Brown on Black: The wide world of Blackness
Michael Washington Brown / Sandey Tenudo

LOS ANGELES—Black!, written and performed by Michael Washington Brown, is not a solo show solely about the African-American experience per se. Instead, it is a broader look at people of African origin in England, Jamaica, the U.S.A. and sub-Saharan Africa. Brown incarnates men from these various locations (in fact, in the post-colonial segment of this 90-minute one-acter, he portrays both an interviewer and his interviewee), exploring what the playwright/actor calls in the L.A. premiere’s program the “distinct differences, yet, a very definite similarity between Black people from all walks of life” in disparate parts of our globalized planet.

In doing so Brown confronts stereotypes and varies his accent and demeanor as still and moving images (including of iconic Blacks like boxer/draft resister Muhammad Ali) projected on a screen behind Brown (technical design by Caitlin Rucker) punctuate his extended monologues. The gifted Brown seems to be a likely candidate for this dramatic exercise that’s often lightened by levity. Of Jamaican and Barbadian ancestry, Brown grew up in London, but since 1992 he has lived in California and New York. As such, the Black bard/thespian has what PAFF Executive Director Ayuko Babu might call a “Pan African” perspective (as Babu’s annual PAFF Film Festival of that name is dubbed).

Brown’s on-stage panoply of Blackness contributes to the notion of “Negritude” advanced, starting in the 1930s, by the American, Martiniquais and Senegalese poets Langston Hughes, Aimé Césaire and Léopold Senghor, who became independent Senegal’s first president. This anti-racist philosophy stressed decolonization—of the mind, as well as of foreign occupied territory. Intellectuals who advocated the concept of Negritude were influenced by socialism. In the faux Q&A Brown stages between himself and, well, himself toward the end of this production, Brown supports “education” as the means towards liberation.

Although the Pan African Film Festival does screen films from Down Under and Oceania, Melanesians—Black Pacific Islanders from Fiji, Papua New Guinea, etc.—and Australian Aborigines are not depicted in Brown’s sprawling look at the wide world of Blackness. Perhaps this is so because he does not consider these Black people so far from Mother Africa to be of African origin and to be part of the Diaspora.

En route during Brown’s yeoman-like marathon, some theatergoers may discern and detect what they consider to be Brown’s perpetrating and perpetuating of some stereotypes of his own. For example, the notion that one must never touch a Black woman’s hair, as if this is a universal given. Nevertheless, Brown envisions and enacts an enjoyable, thought-provoking theatrical examination of and excursion into what it means to be Black in the world today. Black! makes an important contribution to the dialogue through the medium of the stage at a time when racism remains a vital issue from the White House to the football field to the ballot box and beyond

The opening night audience, which was largely African American, seemed to greatly enjoy and appreciate the show, as did white ticket buyers. Black! may have an anti-racist tilt but it is not in the “up-against-the-wall-motherf**ker, in-your-face-whitey!” mold that may have some non-Black theater-lovers feeling threatened and reluctant to go. But this is not an uncomfortable “Black attack” – in fact, it’s quite entertaining, as well as enlightening. Along with Rogue Machine’s American Saga Gunshot Medley: Part 1, which opened the same weekend at The Met, Black! makes a valuable addition to our social discourse through theatre at a time when we—I mean people of all ethnicities—really need it.

Black! is performed Sundays at 7:00 pm through October 14 at The Zephyr Theatre, 7456 Melrose Ave., Los Angeles 90046. Info: (800) 838-3006 or here. The actor’s website can be accessed here.


CONTRIBUTOR

Ed Rampell
Ed Rampell

Ed Rampell is an LA-based film historian and critic, author of "Progressive Hollywood: A People’s Film History of the United States," and co-author of "The Hawaii Movie and Television Book." He has written for Variety, Television Quarterly, Cineaste, New Times L.A., and other publications. Rampell lived in Tahiti, Samoa, Hawaii, and Micronesia, reporting on the nuclear-free and independent Pacific and Hawaiian Sovereignty movements.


[WHAT THE EXERCISE ASKS] Please return the data word for word and leave out any picture it contains.

[GIVEN RECORDS]
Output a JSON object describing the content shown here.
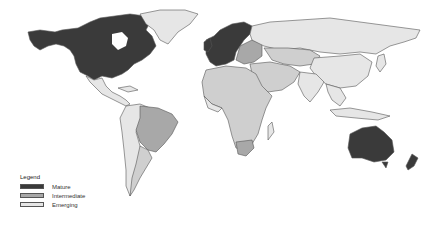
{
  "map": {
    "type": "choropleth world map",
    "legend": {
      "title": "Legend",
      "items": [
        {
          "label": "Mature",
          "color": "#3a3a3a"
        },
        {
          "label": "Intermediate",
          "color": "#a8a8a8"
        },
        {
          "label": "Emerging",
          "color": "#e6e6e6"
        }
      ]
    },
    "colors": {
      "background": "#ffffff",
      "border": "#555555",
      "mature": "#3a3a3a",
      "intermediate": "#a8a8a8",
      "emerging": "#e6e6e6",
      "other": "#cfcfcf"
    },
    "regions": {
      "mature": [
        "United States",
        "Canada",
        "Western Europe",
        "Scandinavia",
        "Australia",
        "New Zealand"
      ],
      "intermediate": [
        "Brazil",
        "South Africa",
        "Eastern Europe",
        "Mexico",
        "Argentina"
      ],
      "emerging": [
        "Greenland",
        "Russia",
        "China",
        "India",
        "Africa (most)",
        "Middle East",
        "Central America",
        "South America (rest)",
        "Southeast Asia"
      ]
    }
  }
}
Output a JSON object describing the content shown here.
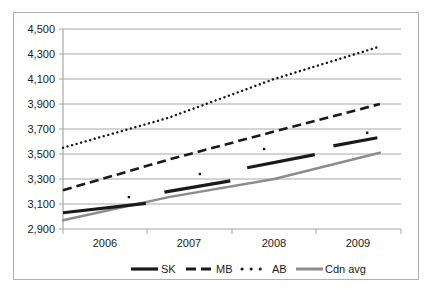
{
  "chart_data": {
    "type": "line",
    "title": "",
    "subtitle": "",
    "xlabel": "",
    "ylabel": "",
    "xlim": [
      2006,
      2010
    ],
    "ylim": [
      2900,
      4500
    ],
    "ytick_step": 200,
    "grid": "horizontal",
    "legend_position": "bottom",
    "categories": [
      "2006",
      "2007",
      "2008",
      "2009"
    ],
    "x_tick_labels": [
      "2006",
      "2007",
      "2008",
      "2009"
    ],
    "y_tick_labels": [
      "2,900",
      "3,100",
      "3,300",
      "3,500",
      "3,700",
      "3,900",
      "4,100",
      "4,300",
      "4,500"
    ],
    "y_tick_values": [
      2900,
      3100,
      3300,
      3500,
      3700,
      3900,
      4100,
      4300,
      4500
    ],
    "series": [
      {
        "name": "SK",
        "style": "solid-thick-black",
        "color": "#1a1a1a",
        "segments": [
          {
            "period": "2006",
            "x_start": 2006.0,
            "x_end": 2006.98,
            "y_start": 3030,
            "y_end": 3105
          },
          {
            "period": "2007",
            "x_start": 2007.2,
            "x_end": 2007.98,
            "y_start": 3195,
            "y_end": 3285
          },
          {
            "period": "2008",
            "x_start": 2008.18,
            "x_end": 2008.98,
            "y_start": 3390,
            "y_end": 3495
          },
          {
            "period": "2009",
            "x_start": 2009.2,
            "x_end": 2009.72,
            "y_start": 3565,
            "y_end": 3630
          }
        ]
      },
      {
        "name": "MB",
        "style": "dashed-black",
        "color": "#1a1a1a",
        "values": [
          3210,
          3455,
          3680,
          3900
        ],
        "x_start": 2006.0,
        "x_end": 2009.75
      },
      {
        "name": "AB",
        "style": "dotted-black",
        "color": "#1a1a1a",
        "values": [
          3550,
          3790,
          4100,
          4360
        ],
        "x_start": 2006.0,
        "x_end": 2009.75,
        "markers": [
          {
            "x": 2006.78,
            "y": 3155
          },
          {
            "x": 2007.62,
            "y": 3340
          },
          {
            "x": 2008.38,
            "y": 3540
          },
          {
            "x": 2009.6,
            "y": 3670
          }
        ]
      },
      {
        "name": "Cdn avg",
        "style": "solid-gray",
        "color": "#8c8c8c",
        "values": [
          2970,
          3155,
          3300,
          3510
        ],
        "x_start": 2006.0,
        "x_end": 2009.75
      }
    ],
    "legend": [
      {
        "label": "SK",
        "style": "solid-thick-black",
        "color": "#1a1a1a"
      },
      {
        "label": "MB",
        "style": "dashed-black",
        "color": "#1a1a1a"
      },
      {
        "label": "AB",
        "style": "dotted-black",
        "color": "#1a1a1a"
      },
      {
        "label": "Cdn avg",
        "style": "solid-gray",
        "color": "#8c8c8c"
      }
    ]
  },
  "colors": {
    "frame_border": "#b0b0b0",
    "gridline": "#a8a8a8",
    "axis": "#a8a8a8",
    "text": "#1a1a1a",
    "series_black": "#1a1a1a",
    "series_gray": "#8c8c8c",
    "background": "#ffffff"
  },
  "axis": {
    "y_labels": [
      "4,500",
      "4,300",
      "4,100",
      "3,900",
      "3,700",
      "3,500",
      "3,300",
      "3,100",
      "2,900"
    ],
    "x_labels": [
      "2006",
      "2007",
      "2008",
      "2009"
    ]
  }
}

[EXERCISE ANSWER]
Output a JSON object describing the content shown here.
{
  "map": {
    "type": "choropleth world map",
    "legend": {
      "title": "Legend",
      "items": [
        {
          "label": "Mature",
          "color": "#3a3a3a"
        },
        {
          "label": "Intermediate",
          "color": "#a8a8a8"
        },
        {
          "label": "Emerging",
          "color": "#e6e6e6"
        }
      ]
    },
    "colors": {
      "background": "#ffffff",
      "border": "#555555",
      "mature": "#3a3a3a",
      "intermediate": "#a8a8a8",
      "emerging": "#e6e6e6",
      "other": "#cfcfcf"
    },
    "regions": {
      "mature": [
        "United States",
        "Canada",
        "Western Europe",
        "Scandinavia",
        "Australia",
        "New Zealand"
      ],
      "intermediate": [
        "Brazil",
        "South Africa",
        "Eastern Europe",
        "Mexico",
        "Argentina"
      ],
      "emerging": [
        "Greenland",
        "Russia",
        "China",
        "India",
        "Africa (most)",
        "Middle East",
        "Central America",
        "South America (rest)",
        "Southeast Asia"
      ]
    }
  }
}
Output a JSON object describing the content shown here.
{
  "chart_data": {
    "type": "line",
    "title": "",
    "subtitle": "",
    "xlabel": "",
    "ylabel": "",
    "xlim": [
      2006,
      2010
    ],
    "ylim": [
      2900,
      4500
    ],
    "ytick_step": 200,
    "grid": "horizontal",
    "legend_position": "bottom",
    "categories": [
      "2006",
      "2007",
      "2008",
      "2009"
    ],
    "x_tick_labels": [
      "2006",
      "2007",
      "2008",
      "2009"
    ],
    "y_tick_labels": [
      "2,900",
      "3,100",
      "3,300",
      "3,500",
      "3,700",
      "3,900",
      "4,100",
      "4,300",
      "4,500"
    ],
    "y_tick_values": [
      2900,
      3100,
      3300,
      3500,
      3700,
      3900,
      4100,
      4300,
      4500
    ],
    "series": [
      {
        "name": "SK",
        "style": "solid-thick-black",
        "color": "#1a1a1a",
        "segments": [
          {
            "period": "2006",
            "x_start": 2006.0,
            "x_end": 2006.98,
            "y_start": 3030,
            "y_end": 3105
          },
          {
            "period": "2007",
            "x_start": 2007.2,
            "x_end": 2007.98,
            "y_start": 3195,
            "y_end": 3285
          },
          {
            "period": "2008",
            "x_start": 2008.18,
            "x_end": 2008.98,
            "y_start": 3390,
            "y_end": 3495
          },
          {
            "period": "2009",
            "x_start": 2009.2,
            "x_end": 2009.72,
            "y_start": 3565,
            "y_end": 3630
          }
        ]
      },
      {
        "name": "MB",
        "style": "dashed-black",
        "color": "#1a1a1a",
        "values": [
          3210,
          3455,
          3680,
          3900
        ],
        "x_start": 2006.0,
        "x_end": 2009.75
      },
      {
        "name": "AB",
        "style": "dotted-black",
        "color": "#1a1a1a",
        "values": [
          3550,
          3790,
          4100,
          4360
        ],
        "x_start": 2006.0,
        "x_end": 2009.75,
        "markers": [
          {
            "x": 2006.78,
            "y": 3155
          },
          {
            "x": 2007.62,
            "y": 3340
          },
          {
            "x": 2008.38,
            "y": 3540
          },
          {
            "x": 2009.6,
            "y": 3670
          }
        ]
      },
      {
        "name": "Cdn avg",
        "style": "solid-gray",
        "color": "#8c8c8c",
        "values": [
          2970,
          3155,
          3300,
          3510
        ],
        "x_start": 2006.0,
        "x_end": 2009.75
      }
    ],
    "legend": [
      {
        "label": "SK",
        "style": "solid-thick-black",
        "color": "#1a1a1a"
      },
      {
        "label": "MB",
        "style": "dashed-black",
        "color": "#1a1a1a"
      },
      {
        "label": "AB",
        "style": "dotted-black",
        "color": "#1a1a1a"
      },
      {
        "label": "Cdn avg",
        "style": "solid-gray",
        "color": "#8c8c8c"
      }
    ]
  },
  "colors": {
    "frame_border": "#b0b0b0",
    "gridline": "#a8a8a8",
    "axis": "#a8a8a8",
    "text": "#1a1a1a",
    "series_black": "#1a1a1a",
    "series_gray": "#8c8c8c",
    "background": "#ffffff"
  },
  "axis": {
    "y_labels": [
      "4,500",
      "4,300",
      "4,100",
      "3,900",
      "3,700",
      "3,500",
      "3,300",
      "3,100",
      "2,900"
    ],
    "x_labels": [
      "2006",
      "2007",
      "2008",
      "2009"
    ]
  }
}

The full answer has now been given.